The 16th annual collection of the year's best websites in genealogy is here. Whether you're just starting out or you already have a large compilation of ancestry research, these websites are sure to enhance your investigating in a multitude of ways.
Time sure flies. This year marks the 16th birthday of our popular 101 best websites for genealogy feature. To celebrate this milestone birthday, we’ve divvied up this year’s honorees into 16 categories, spotlighting some old favorites along with a variety of new discoveries. The VIPs on our list range from data-rich sites to web tools we can’t imagine how we lived without.
As always, sites requiring payment to utilize most of their offerings are indicated with a $; sites that are mostly free with optional paid upgrades aren’t. Now won’t you help us celebrate this sweet 16 with some online family tree finds?
Click the category below to see the best websites from that category:
48 Ancestry.com Search Tips free e-book




June 17, 2015
Download your free genealogy e-book of Find Your Ancestors in US Census Records!
- See more at: http://ftu.familytreemagazine.com/find-your-ancestors-in-us-census-records/#sthash.MqdGQjGW.dpuf






DAR Information Online

The Daughters of the American Revolution Library (DAR) has a free online collection of searchable records. Its Genealogical Research System allows anyone to search databases of ancestors, descendants, members, its Genealogical Research Committee reports and more. Now it’s added another databases: Bible records.  Look at the tabs on the top of the page.

Antiques Map Sites

Check your GPS and Google Earth.  Then find the antique map to match for an interesting lesson in the "wheels of progress".

Geo Referencer  A great tool that allows you to compare and superimpose antique maps with today's map.


The historical map collection has over 57,000 maps and images online. The collection focuses on rare 18th and 19th century North American and South American maps and other cartographic materials. Historic maps of the World,  are also represented.

The OldMapsOnline Portal is an easy-to-use gateway to historical maps in libraries around the world.
It allows the user to search for online digital historical maps across numerous different collections via a geographical search. Search by typing a place-name or by clicking in the map window, and narrow by date. The search results provide a direct link to the map image on the website of the host institution.

Library of Congress: Geography and Map Division  Lots of information here.

The National Map: Historical Topographic Map Collection- This is maintained by the US Geological Survey, and will eventually contain over 200,000 topographic map images dating from 1884.. 

Newberry Library - The Hermon Dunlap Smith Center for the History of Cartography and the online Newberry Library Cartographic Collection page.

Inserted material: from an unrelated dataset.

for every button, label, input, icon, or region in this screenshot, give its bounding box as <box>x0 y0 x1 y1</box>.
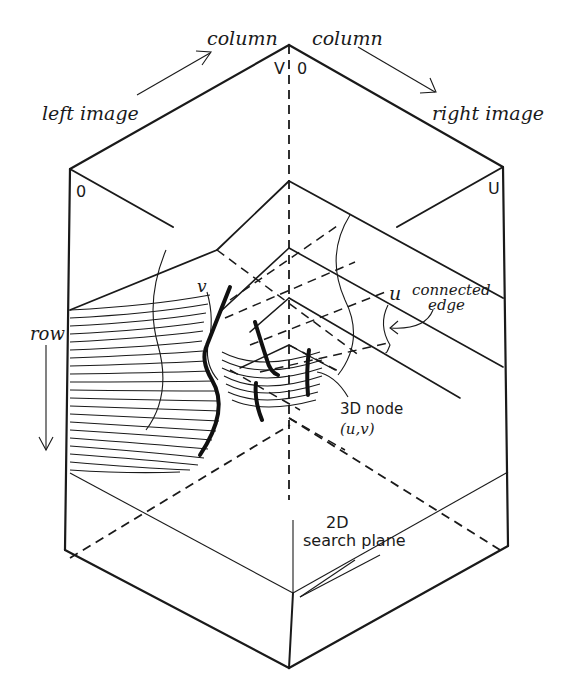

Perry-Castañeda Library Map Collection (Univ. of Texas) Especially check out the online state maps at http://www.lib.utexas.edu/maps/map_sites/states_sites.html

United States Military Academy Digital Map Library  maps and other antique military information

New York Public Library   Click the research tab to view the information available


Osher Map Library (Univ. of Southern Maine)  Among other things, this site has a search feature for pictures and information on ocean liners.


Norman B. Leventhal Map Center at the Boston Public Library 

County History and Local Listings

Finding your family and reading about them in a local or county history give us insight into our family's past.  Below are some links to online resources but you can find county histories in the library, used bookstores and online booksellers.